Other drugmakers and pharmacy chains that have been targeted by the opioid lawsuits aren’t involved in the current settlements, but could reach their own, smaller accords following the same model, the people familiar with the talks said.
If the deal is consummated after the multimonth sign-on process, the distributors will pay $21 billion over 18 years, with J&J paying $5 billion over nine years, the people said.
The terms the people described call for the majority of the money to be spent by communities on treating and responding to the problems caused by opioid addiction—a departure from the $206 billion paid by the tobacco industry in the 1990s to states, which largely spent the money on a host of general priorities like highways and law enforcement. Around $2.5 billion of the total will go toward fees and expenses, including to pay private plaintiffs’ lawyers who represent both local and state governments in the cases, the people said.
In addition to the money being paid by the settlement, the distributors have agreed to create a new clearinghouse that will help detect and stop suspicious drug orders, the people familiar with the deal said. The terms described also call for Johnson & Johnson, which stopped selling opioids in the U.S. last year, to stay out of the opioid business for a decade.
The pharmaceutical industry has pushed back for years against allegations that they are to blame for the abuse of opioids, arguing that they sold a federally regulated product that benefited patients in pain. The companies have also challenged claims by public-health experts that prescription opioids served as a gateway to the use and addiction of street drugs.
The broader opioid litigation has already pushed two drug manufacturers into bankruptcy, including Purdue Pharma LP, which made popular painkiller OxyContin. Drugmaker Endo International PLC’s market value has fallen about 70% since 2017, when lawsuits began swelling.
Opioid addiction worsened last year because of the pandemic, with opioid overdose deaths up 37% from the prior year, according to government data.
Doctors for years had predominantly prescribed opioids for acute-pain treatment or to cancer patients until the 1990s. That is when physician groups sought to better manage chronic pain and became vocal promoters of the drugs, voicing their benefits and playing down their risks. Groups such as the American Pain Foundation urged physicians to address what they called an epidemic of untreated pain. The American Pain Society campaigned to make pain what it called the “fifth vital sign” that doctors should monitor, alongside blood pressure, temperature, heartbeat and breathing.
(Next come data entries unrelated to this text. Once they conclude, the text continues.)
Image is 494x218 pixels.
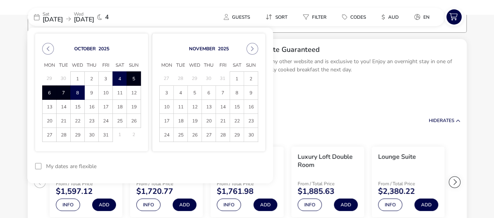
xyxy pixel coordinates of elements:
span: 9 [245,86,258,100]
td: 4 [174,86,188,100]
span: $1,885.63 [298,188,335,196]
td: 22 [230,114,244,128]
label: My dates are flexible [46,164,97,170]
naf-pibe-menu-bar-item: Guests [218,11,260,23]
td: 5 [127,72,141,86]
span: 25 [113,115,126,128]
span: Wed [188,60,202,72]
span: 2 [85,72,98,86]
td: 28 [57,128,71,142]
td: 1 [71,72,85,86]
td: 6 [202,86,216,100]
span: 13 [43,100,56,114]
span: 22 [231,115,244,128]
span: 10 [99,86,112,100]
span: 16 [245,100,258,114]
td: 30 [202,72,216,86]
td: 13 [202,100,216,114]
span: 12 [188,100,201,114]
span: 15 [71,100,84,114]
div: Best Available B&B Rate GuaranteedThis offer is not available on any other website and is exclusi... [192,39,467,94]
span: 7 [217,86,229,100]
td: 29 [43,72,57,86]
button: Filter [297,11,333,23]
span: Thu [202,60,216,72]
button: Previous Month [42,43,54,55]
td: 25 [113,114,127,128]
span: 17 [99,100,112,114]
span: 20 [43,115,56,128]
td: 10 [99,86,113,100]
td: 16 [244,100,258,114]
span: 2 [245,72,258,86]
h3: Luxury Loft Double Room [298,153,358,170]
span: Codes [351,14,366,20]
span: 5 [127,72,140,86]
td: 17 [99,100,113,114]
span: 23 [85,115,98,128]
td: 19 [188,114,202,128]
td: 21 [216,114,230,128]
td: 29 [71,128,85,142]
td: 12 [127,86,141,100]
td: 14 [216,100,230,114]
span: $2,380.22 [378,188,415,196]
span: Hide [429,118,440,124]
naf-pibe-menu-bar-item: en [408,11,439,23]
button: $AUD [376,11,405,23]
span: 3 [99,72,112,86]
span: 26 [127,115,140,128]
td: 6 [43,86,57,100]
p: From / Total Price [136,182,197,186]
td: 23 [244,114,258,128]
td: 7 [216,86,230,100]
span: AUD [389,14,399,20]
span: 4 [105,14,109,20]
span: Sun [244,60,258,72]
td: 24 [99,114,113,128]
td: 9 [244,86,258,100]
td: 1 [230,72,244,86]
span: 22 [71,115,84,128]
span: 25 [174,129,187,142]
naf-pibe-menu-bar-item: $AUD [376,11,408,23]
button: Add [173,199,197,211]
span: 7 [57,86,70,100]
span: 8 [231,86,244,100]
td: 14 [57,100,71,114]
td: 9 [85,86,99,100]
td: 13 [43,100,57,114]
td: 2 [244,72,258,86]
span: 27 [43,129,56,142]
button: Info [136,199,161,211]
td: 23 [85,114,99,128]
span: 1 [231,72,244,86]
span: 11 [113,86,126,100]
td: 21 [57,114,71,128]
span: 31 [99,129,112,142]
button: Add [415,199,439,211]
td: 29 [230,128,244,142]
span: Tue [174,60,188,72]
button: Info [56,199,80,211]
td: 8 [230,86,244,100]
span: $1,720.77 [136,188,173,196]
td: 4 [113,72,127,86]
span: en [424,14,430,20]
span: 18 [113,100,126,114]
button: Add [254,199,278,211]
span: 18 [174,115,187,128]
div: Choose Date [35,34,265,152]
span: 19 [188,115,201,128]
span: Mon [160,60,174,72]
td: 31 [216,72,230,86]
span: Tue [57,60,71,72]
p: From / Total Price [378,182,439,186]
span: 10 [160,100,173,114]
button: Choose Year [218,46,229,52]
p: Sat [43,12,63,16]
button: en [408,11,436,23]
button: Choose Year [98,46,109,52]
button: Add [92,199,116,211]
td: 2 [127,128,141,142]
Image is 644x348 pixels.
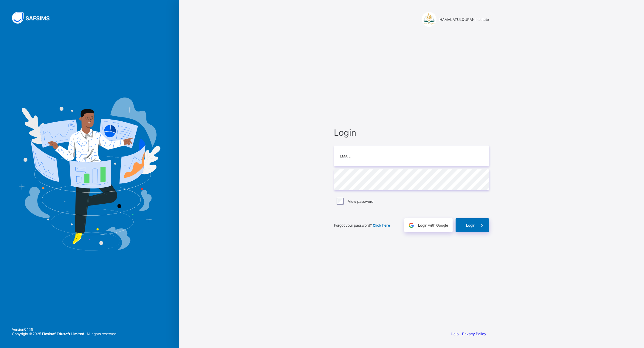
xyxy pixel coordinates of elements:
[18,98,160,250] img: Hero Image
[12,327,118,331] span: Version 0.1.19
[418,223,448,227] span: Login with Google
[408,222,415,229] img: google.396cfc9801f0270233282035f929180a.svg
[334,127,489,138] span: Login
[440,17,489,22] span: HAMALATULQURAN Institute
[373,223,390,227] a: Click here
[12,12,57,24] img: SAFSIMS Logo
[334,223,390,227] span: Forgot your password?
[42,331,85,336] strong: Flexisaf Edusoft Limited.
[466,223,475,227] span: Login
[348,199,373,204] label: View password
[12,331,118,336] span: Copyright © 2025 All rights reserved.
[462,331,486,336] a: Privacy Policy
[451,331,459,336] a: Help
Drugmakers told prescribers that patients wouldn’t become addicted to prescription opioids, and providers subsequently increased the frequency in which they prescribed them, according to the National Institute on Drug Abuse, the lead federal agency that supports research on drug use. Doctors began prescribing opioids to wide segments of the U.S. population, ranging from injured high school athletes to older people with chronic ailments.
Authorities have arrested and prosecuted doctors and other prescribers who ran so-called pill mills, routinely writing out prescriptions for high numbers of opioids.
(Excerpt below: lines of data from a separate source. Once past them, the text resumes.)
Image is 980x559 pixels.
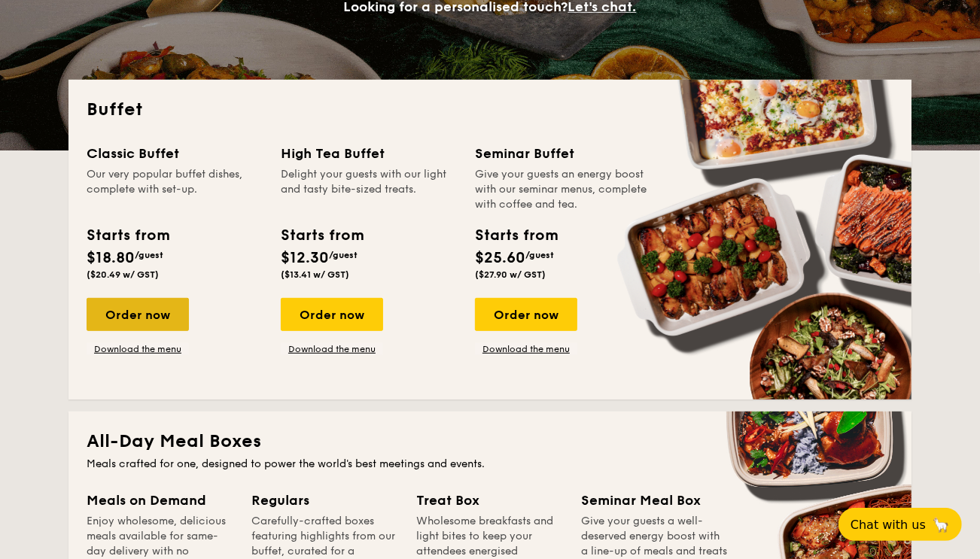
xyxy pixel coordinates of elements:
[86,97,894,122] h2: Buffet
[525,250,554,260] span: /guest
[86,457,894,472] div: Meals crafted for one, designed to power the world's best meetings and events.
[280,143,457,164] div: High Tea Buffet
[280,269,349,280] span: ($13.41 w/ GST)
[280,249,329,267] span: $12.30
[251,490,398,511] div: Regulars
[932,516,950,533] span: 🦙
[475,143,651,164] div: Seminar Buffet
[581,490,728,511] div: Seminar Meal Box
[86,249,135,267] span: $18.80
[475,224,557,246] div: Starts from
[475,249,525,267] span: $25.60
[86,429,894,453] h2: All-Day Meal Boxes
[475,298,577,331] div: Order now
[86,298,189,331] div: Order now
[475,269,546,280] span: ($27.90 w/ GST)
[475,343,577,355] a: Download the menu
[86,224,168,246] div: Starts from
[850,518,926,532] span: Chat with us
[416,490,563,511] div: Treat Box
[86,490,234,511] div: Meals on Demand
[838,507,962,540] button: Chat with us🦙
[280,298,383,331] div: Order now
[280,224,363,246] div: Starts from
[86,143,263,164] div: Classic Buffet
[475,167,651,212] div: Give your guests an energy boost with our seminar menus, complete with coffee and tea.
[329,250,358,260] span: /guest
[86,167,263,212] div: Our very popular buffet dishes, complete with set-up.
[280,167,457,212] div: Delight your guests with our light and tasty bite-sized treats.
[86,269,159,280] span: ($20.49 w/ GST)
[280,343,383,355] a: Download the menu
[135,250,164,260] span: /guest
[86,343,189,355] a: Download the menu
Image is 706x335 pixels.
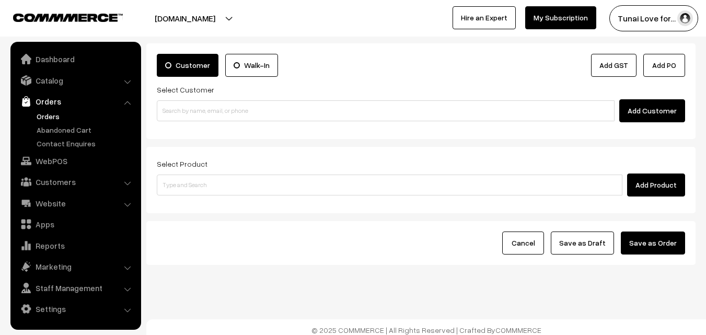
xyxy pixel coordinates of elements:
[34,124,137,135] a: Abandoned Cart
[13,92,137,111] a: Orders
[157,100,614,121] input: Search by name, email, or phone
[118,5,252,31] button: [DOMAIN_NAME]
[13,10,104,23] a: COMMMERCE
[452,6,516,29] a: Hire an Expert
[620,231,685,254] button: Save as Order
[13,278,137,297] a: Staff Management
[502,231,544,254] button: Cancel
[643,54,685,77] button: Add PO
[157,84,214,95] label: Select Customer
[157,158,207,169] label: Select Product
[525,6,596,29] a: My Subscription
[13,14,123,21] img: COMMMERCE
[13,172,137,191] a: Customers
[157,174,622,195] input: Type and Search
[157,54,218,77] label: Customer
[225,54,278,77] label: Walk-In
[13,71,137,90] a: Catalog
[13,236,137,255] a: Reports
[13,151,137,170] a: WebPOS
[551,231,614,254] button: Save as Draft
[13,215,137,233] a: Apps
[13,50,137,68] a: Dashboard
[34,111,137,122] a: Orders
[677,10,693,26] img: user
[619,99,685,122] button: Add Customer
[495,325,541,334] a: COMMMERCE
[34,138,137,149] a: Contact Enquires
[13,257,137,276] a: Marketing
[13,299,137,318] a: Settings
[627,173,685,196] button: Add Product
[13,194,137,213] a: Website
[591,54,636,77] a: Add GST
[609,5,698,31] button: Tunai Love for…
Opioid prescriptions increased steadily in the U.S. beginning in 2006 and peaked in 2012 but have declined since then, according to federal figures. Dispensing rates for opioids vary across states and counties, and there remain some hot spots, according to the CDC.
Some drugmakers have reduced the size of their prescription-opioid business units, or exited them altogether, while some companies are separately pursuing potential nonopioid pain-treatment options.
The New York trial will continue with three drugmakers and a smaller drug distributor. Other trials are nearing conclusions in West Virginia federal court, against the three large distributors, and in California state court against four drugmakers.